The report, U.S. Energy Secretary Spencer Abraham said, "makes clear that this blackout could have been prevented." Perhaps now — eight months later — Congress will act on its promise to fix the problems that caused the blackout.

The outage was not prevented, the report said, because poorly trained operators in the FirstEnergy Corp. of Ohio control room failed to alert other utilities that its computer system malfunctioned so the cascade of outages could have been short-circuited. The utility also had not followed through on safeguards to deal with power failures and lacked a backup monitoring system.

The result — in addition to the impact on millions of people, including 6.7 million in New York — was a $10 billion bite out of the economy.

The task force recommended establishing reliability standards under an international overseer with the authority to punish companies that violate them. That would replace the voluntary rules of the North American Electric Reliability Council, which has no enforcement power. The task force found that FirstEnergy had at least seven violations of the voluntary rules.

FirstEnergy has since increased staff training and spent $10 million on new computer controls, [§ part of the $80 billion that is needed to replace the SCADA/EMS] company spokeswoman Ellen Rains told USA Today. That's more than Congress has done.

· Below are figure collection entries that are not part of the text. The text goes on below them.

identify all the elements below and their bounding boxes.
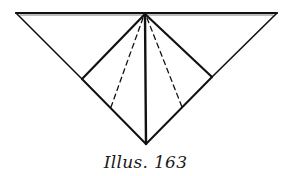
lower-right-edge — [146, 77, 212, 144]
outer-right-edge — [212, 13, 277, 77]
center-fold-line — [145, 14, 146, 144]
right-flap-edge — [145, 14, 212, 77]
figure-caption: Illus. 163 — [0, 152, 291, 172]
left-flap-edge — [82, 14, 145, 79]
outer-left-edge — [16, 13, 82, 79]
origami-fold-diagram — [0, 0, 291, 176]
lower-left-edge — [82, 79, 146, 144]
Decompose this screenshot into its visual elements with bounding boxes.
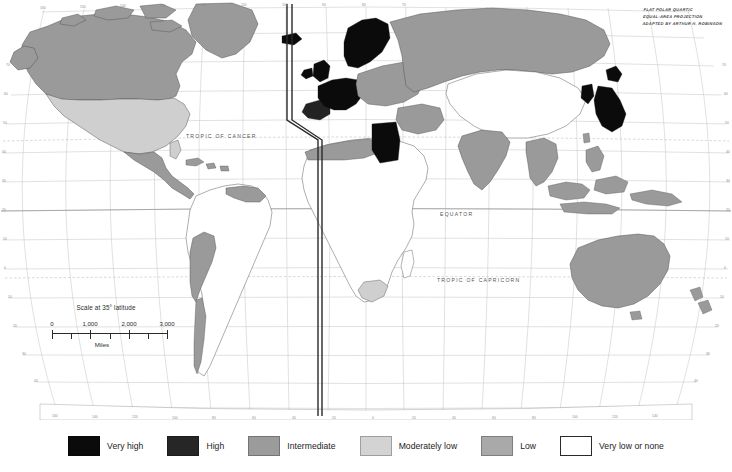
svg-text:80: 80: [362, 3, 366, 7]
legend-item-very-low-or-none: Very low or none: [560, 436, 664, 456]
legend-swatch-very-high: [68, 436, 100, 456]
legend-label-very-high: Very high: [107, 441, 143, 451]
svg-text:30: 30: [22, 352, 26, 356]
svg-text:30: 30: [706, 352, 710, 356]
svg-text:70: 70: [722, 63, 726, 67]
svg-text:60: 60: [724, 92, 728, 96]
svg-text:140: 140: [92, 415, 98, 419]
svg-text:40: 40: [726, 150, 730, 154]
svg-text:90: 90: [322, 3, 326, 7]
credit-line-2: EQUAL-AREA PROJECTION: [643, 14, 723, 21]
legend-label-moderately-low: Moderately low: [399, 441, 458, 451]
legend-item-very-high: Very high: [68, 436, 167, 456]
svg-text:120: 120: [132, 415, 138, 419]
legend-swatch-intermediate: [248, 436, 280, 456]
world-map-svg: 160150 140130 120110 10090 8070 160140 1…: [0, 0, 732, 420]
scale-tick-label-3: 3,000: [159, 320, 174, 327]
label-equator: EQUATOR: [440, 211, 473, 217]
legend-label-intermediate: Intermediate: [287, 441, 335, 451]
svg-text:20: 20: [13, 324, 17, 328]
svg-text:160: 160: [52, 414, 58, 418]
svg-text:140: 140: [652, 414, 658, 418]
svg-text:10: 10: [3, 237, 7, 241]
scale-bar-numbers: 0 1,000 2,000 3,000: [36, 320, 176, 329]
svg-text:30: 30: [2, 179, 6, 183]
scale-tick-label-2: 2,000: [121, 320, 136, 327]
world-map-page: 160150 140130 120110 10090 8070 160140 1…: [0, 0, 732, 472]
projection-credit-block: FLAT POLAR QUARTIC EQUAL-AREA PROJECTION…: [643, 7, 724, 27]
credit-line-1: FLAT POLAR QUARTIC: [644, 7, 724, 14]
legend-label-very-low-or-none: Very low or none: [599, 441, 664, 451]
scale-tick-minor-0: [71, 333, 72, 339]
scale-bar-rule: [36, 330, 176, 339]
svg-text:10: 10: [8, 295, 12, 299]
svg-text:10: 10: [720, 295, 724, 299]
svg-text:140: 140: [120, 4, 126, 8]
scale-tick-label-0: 0: [50, 320, 53, 327]
svg-text:60: 60: [4, 92, 8, 96]
scale-tick-minor-1: [110, 333, 111, 339]
svg-text:30: 30: [726, 179, 730, 183]
legend-item-moderately-low: Moderately low: [360, 436, 482, 456]
credit-line-3: ADAPTED BY ARTHUR H. ROBINSON: [643, 21, 723, 28]
label-tropic-of-cancer: TROPIC OF CANCER: [186, 133, 257, 139]
legend-item-high: High: [167, 436, 248, 456]
map-legend: Very high High Intermediate Moderately l…: [0, 420, 732, 472]
legend-item-low: Low: [481, 436, 560, 456]
scale-tick-label-1: 1,000: [82, 320, 97, 327]
legend-label-high: High: [206, 441, 224, 451]
map-canvas: 160150 140130 120110 10090 8070 160140 1…: [0, 0, 732, 422]
scale-bar-units: Miles: [36, 341, 176, 348]
legend-swatch-moderately-low: [360, 436, 392, 456]
scale-tick-major-3: [167, 330, 168, 339]
svg-text:50: 50: [725, 121, 729, 125]
svg-text:20: 20: [715, 324, 719, 328]
legend-item-intermediate: Intermediate: [248, 436, 359, 456]
region-egypt: [372, 122, 400, 163]
svg-text:120: 120: [612, 415, 618, 419]
svg-text:40: 40: [694, 379, 698, 383]
legend-swatch-low: [481, 436, 513, 456]
svg-text:120: 120: [201, 3, 207, 7]
landmass-taiwan: [583, 133, 590, 143]
svg-text:160: 160: [40, 6, 46, 10]
scale-bar: Scale at 35° latitude 0 1,000 2,000 3,00…: [36, 304, 176, 348]
svg-text:20: 20: [726, 208, 730, 212]
scale-tick-minor-2: [148, 333, 149, 339]
scale-tick-major-1: [90, 330, 91, 339]
scale-tick-major-0: [52, 330, 53, 339]
scale-tick-major-2: [129, 330, 130, 339]
svg-text:150: 150: [80, 5, 86, 9]
svg-text:20: 20: [2, 208, 6, 212]
svg-text:40: 40: [34, 379, 38, 383]
label-tropic-of-capricorn: TROPIC OF CAPRICORN: [437, 277, 520, 283]
svg-text:100: 100: [572, 415, 578, 419]
svg-text:40: 40: [2, 150, 6, 154]
svg-text:50: 50: [3, 121, 7, 125]
legend-label-low: Low: [520, 441, 536, 451]
landmass-tasmania: [630, 311, 642, 320]
svg-text:70: 70: [402, 3, 406, 7]
legend-swatch-high: [167, 436, 199, 456]
svg-text:110: 110: [241, 3, 247, 7]
svg-text:130: 130: [160, 4, 166, 8]
svg-text:100: 100: [282, 3, 288, 7]
svg-text:10: 10: [725, 237, 729, 241]
scale-bar-title: Scale at 35° latitude: [36, 304, 176, 311]
svg-text:0: 0: [4, 266, 6, 270]
svg-text:70: 70: [6, 63, 10, 67]
svg-text:0: 0: [724, 266, 726, 270]
legend-swatch-very-low-or-none: [560, 436, 592, 456]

Measures addressing electricity reliability are contained in an energy bill that is stalled in Congress for a third year. These include upgrading the nation's rickety grid, and taking control away from some 130 separate power authorities and forming new regional transmission networks regulated by the Federal Energy Regulatory Commission to ensure adequate electricity distribution.

Those measures, along with task force recommendations, should be separated from other measures in the dead-ended energy bill and approved quickly in stand-alone electricity reliability legislation such as that proposed by Sen. Maria Cantwell, D-Wash., and others.

New York state, it should be noted, has also done nothing about keeping an adequate flow of power to meet the state's current and future needs despite its own warning even before the massive 2003 blackout. In 1999, a blackout left 200,000 people without power in parts of Manhattan. The Democratic-controlled Assembly and Republican-dominated Senate are in political gridlock. Sadly, that's typical of a state government that hasn't passed a budget on time in 20 years. But nothing is happening.

Both Congress and the state Legislature need to act to prevent another costly blackout.